**WORK REQUEST:** Could you give again exactly, and only, the lines from the one holding "Locate an element" through the end of the data, both ends included, with pictures left out?

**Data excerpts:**
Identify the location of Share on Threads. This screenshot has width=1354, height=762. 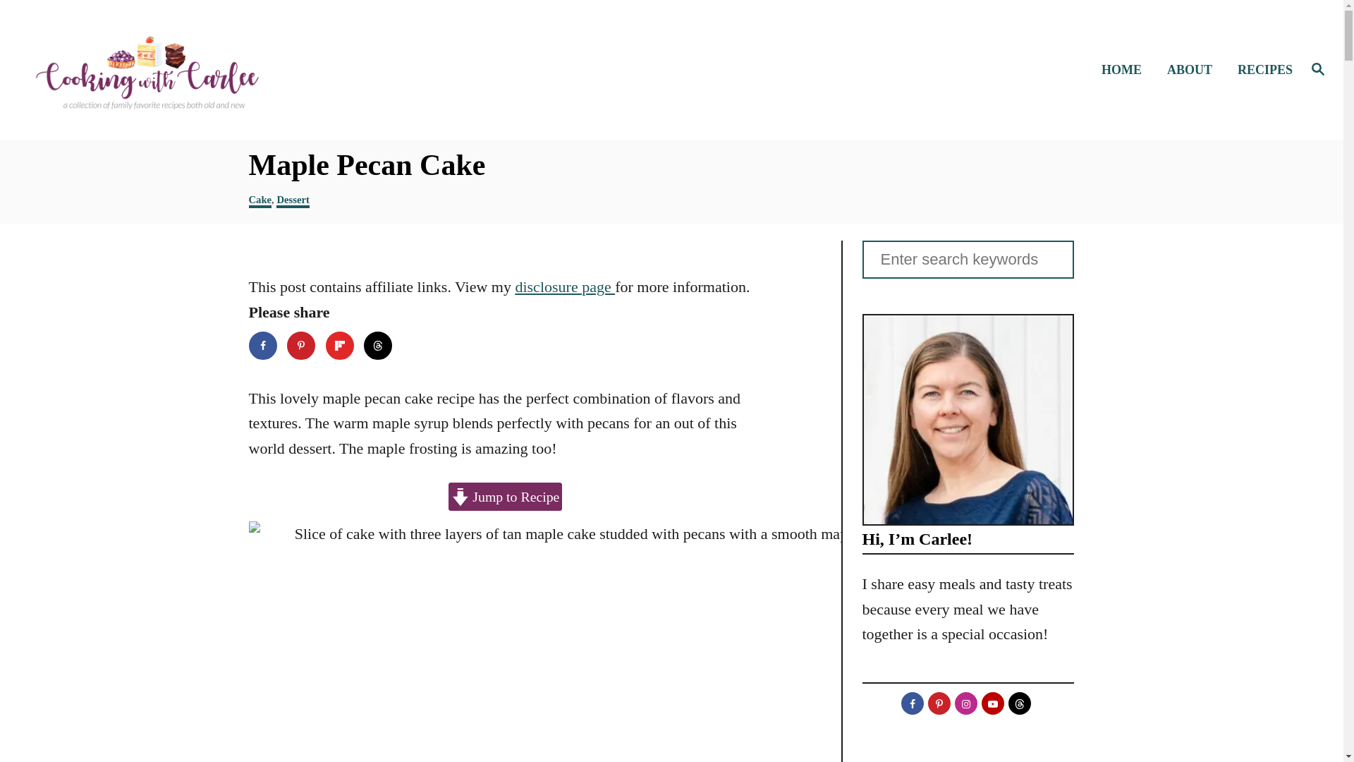
(378, 345).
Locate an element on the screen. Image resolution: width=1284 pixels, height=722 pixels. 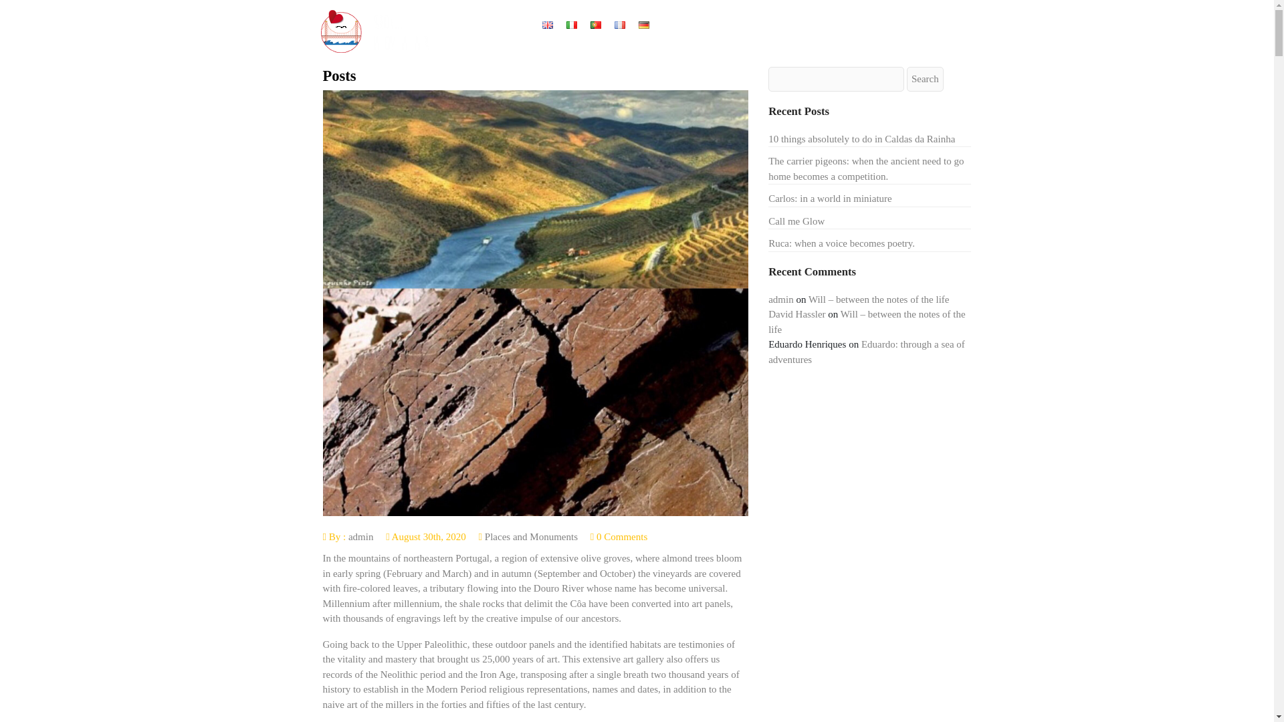
Deutsch is located at coordinates (643, 25).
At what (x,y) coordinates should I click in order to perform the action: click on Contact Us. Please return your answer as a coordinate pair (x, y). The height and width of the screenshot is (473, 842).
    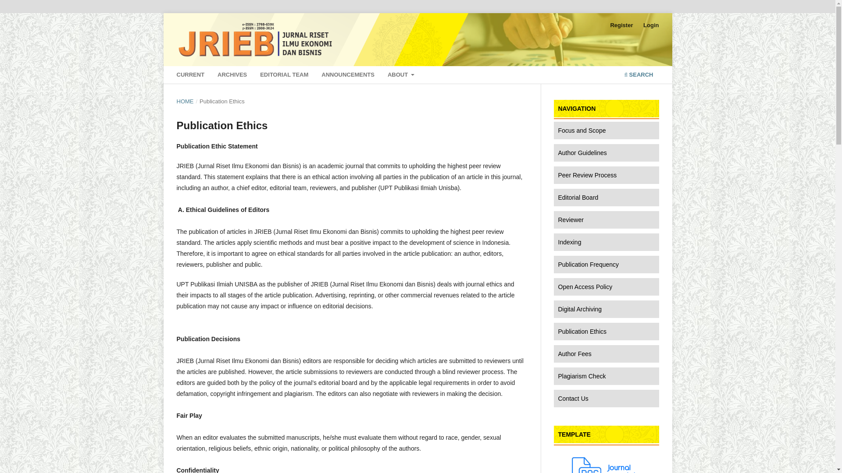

**TASK RESPONSE:**
Locate an element on the screen. Image resolution: width=1284 pixels, height=722 pixels. 
Deutsch is located at coordinates (643, 25).
At what (x,y) coordinates should I click in order to perform the action: click on Contact Us. Please return your answer as a coordinate pair (x, y). The height and width of the screenshot is (473, 842).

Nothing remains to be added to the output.